Hurricane Sandy Chooses a More Westerly Path
Hurricane Sandy strengthened overnight Wednesday into Thursday, and also defined direction. It appears as of the 8:00 am briefing on Thursday that the storm will stay off-shore, but create a rain event for the eastern part of North Carolina. National Weather Service Meteorologist Gail Hartfield:
“Sandy, well overnight deepened quite rapidly, and then really intensified and is now a Category 1 or a borderline Category 2 hurricane.”
The effects of the storm on the eastern part of the state are still a few days away according to Hartfield:
“Expectations are that the actual center is going to be passing off-shore of North Carolina between the North Carolina coast and Bermuda, sometime very late Saturday night through Monday, basically. It’s going to be moving a little more slowly at that point.”
At this early stage of the game, a definitive prediction is still unclear;
“It’s still up in the air, literally, as far as how much wind we’ll see; liable to see some northerly winds 10 to 20 miles per hour, and you could see some gusts a little over that, mainly a long and east of I-95. And of course we do have some expectations of some heavy rain in that corridor roughly from I-95 eastward, and of course the closer you get to the coast the worse conditions are going to get.”
National Weather Service Meteorologist Gail Hartfield.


» **What the exercise asks**: In the entries that follow, find each line with the word "Preferences" and copy it.

[Data excerpts]
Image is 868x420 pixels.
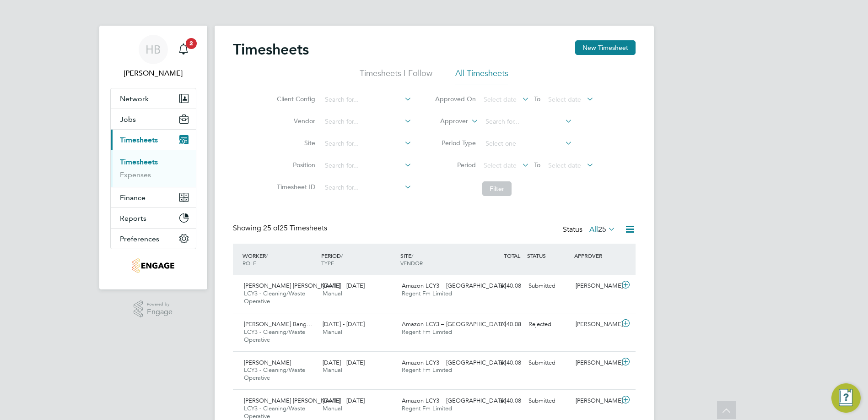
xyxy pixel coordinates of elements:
span: [DATE] - [DATE] [322,359,365,366]
span: Amazon LCY3 – [GEOGRAPHIC_DATA] [402,282,506,289]
h2: Timesheets [233,40,308,58]
div: Timesheets [110,149,195,186]
button: Timesheets [110,130,195,149]
label: Site [274,139,315,147]
button: New Timesheet [575,40,635,55]
span: Jobs [120,115,136,123]
div: STATUS [524,248,572,263]
button: Network [110,88,195,108]
span: [DATE] - [DATE] [322,282,365,289]
button: Preferences [110,228,195,248]
span: Select date [484,95,516,104]
label: All [589,224,615,234]
span: Manual [322,366,342,374]
span: Amazon LCY3 – [GEOGRAPHIC_DATA] [402,359,506,366]
button: Filter [482,182,511,196]
label: Approved On [434,95,476,103]
span: To [531,159,543,171]
input: Search for... [321,115,411,128]
div: Rejected [524,317,572,332]
div: Submitted [524,278,572,294]
div: Submitted [524,355,572,370]
span: Network [120,95,148,103]
div: Submitted [524,393,572,408]
span: Manual [322,404,342,412]
span: Regent Fm Limited [402,289,452,297]
span: Select date [548,161,581,170]
input: Search for... [321,137,411,150]
span: Powered by [147,300,172,308]
label: Client Config [274,95,315,103]
div: PERIOD [319,248,398,271]
input: Search for... [321,159,411,172]
a: Powered byEngage [133,300,172,318]
a: Expenses [120,171,151,179]
span: Amazon LCY3 – [GEOGRAPHIC_DATA] [402,397,506,404]
span: Select date [484,161,516,170]
div: [PERSON_NAME] [572,317,620,332]
div: [PERSON_NAME] [572,393,620,408]
button: Jobs [110,109,195,129]
span: Harry Barfoot [110,68,196,79]
label: Period Type [434,139,476,147]
div: £140.08 [477,317,524,332]
span: VENDOR [400,259,422,266]
a: Go to home page [110,258,196,273]
li: Timesheets I Follow [359,68,433,84]
span: / [341,252,343,259]
div: Showing [233,223,329,233]
div: Status [562,223,617,236]
span: To [531,93,543,105]
a: HB[PERSON_NAME] [110,35,196,79]
span: [PERSON_NAME] [PERSON_NAME] [244,397,340,404]
li: All Timesheets [455,68,509,84]
span: Regent Fm Limited [402,366,452,374]
input: Search for... [321,94,411,107]
span: Reports [120,214,146,223]
span: HB [145,44,160,56]
span: Amazon LCY3 – [GEOGRAPHIC_DATA] [402,320,506,328]
span: [PERSON_NAME] Bang… [244,320,312,328]
input: Select one [482,137,572,150]
div: [PERSON_NAME] [572,278,620,294]
span: Regent Fm Limited [402,404,452,412]
img: regentfm-logo-retina.png [132,258,174,273]
span: LCY3 - Cleaning/Waste Operative [244,366,305,381]
nav: Main navigation [99,26,208,289]
span: Timesheets [120,135,157,145]
span: [DATE] - [DATE] [322,320,365,328]
label: Vendor [274,117,315,125]
span: / [411,252,413,259]
span: LCY3 - Cleaning/Waste Operative [244,289,305,305]
span: Engage [147,308,172,316]
div: WORKER [240,248,320,271]
input: Search for... [482,115,572,128]
a: Timesheets [120,158,157,166]
span: / [266,252,268,259]
span: Manual [322,328,342,336]
span: Manual [322,289,342,297]
span: ROLE [243,259,257,266]
input: Search for... [321,182,411,194]
div: [PERSON_NAME] [572,355,620,370]
button: Finance [110,187,195,208]
div: £140.08 [477,278,524,294]
span: Regent Fm Limited [402,328,452,336]
span: [DATE] - [DATE] [322,397,365,404]
span: TOTAL [504,252,520,259]
span: 25 of [263,223,280,233]
span: [PERSON_NAME] [244,359,291,366]
span: LCY3 - Cleaning/Waste Operative [244,404,305,420]
span: TYPE [321,259,333,266]
span: Preferences [120,235,159,243]
div: SITE [398,248,477,271]
span: Select date [548,95,581,104]
label: Period [434,160,476,169]
span: Finance [120,193,145,202]
span: 2 [185,38,196,49]
span: [PERSON_NAME] [PERSON_NAME] [244,282,340,289]
div: £140.08 [477,393,524,408]
span: 25 [598,224,606,234]
span: LCY3 - Cleaning/Waste Operative [244,328,305,343]
label: Timesheet ID [274,183,315,191]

» **Solved exercise**:
button: Preferences [110,228,195,248]
span: Preferences [120,235,159,243]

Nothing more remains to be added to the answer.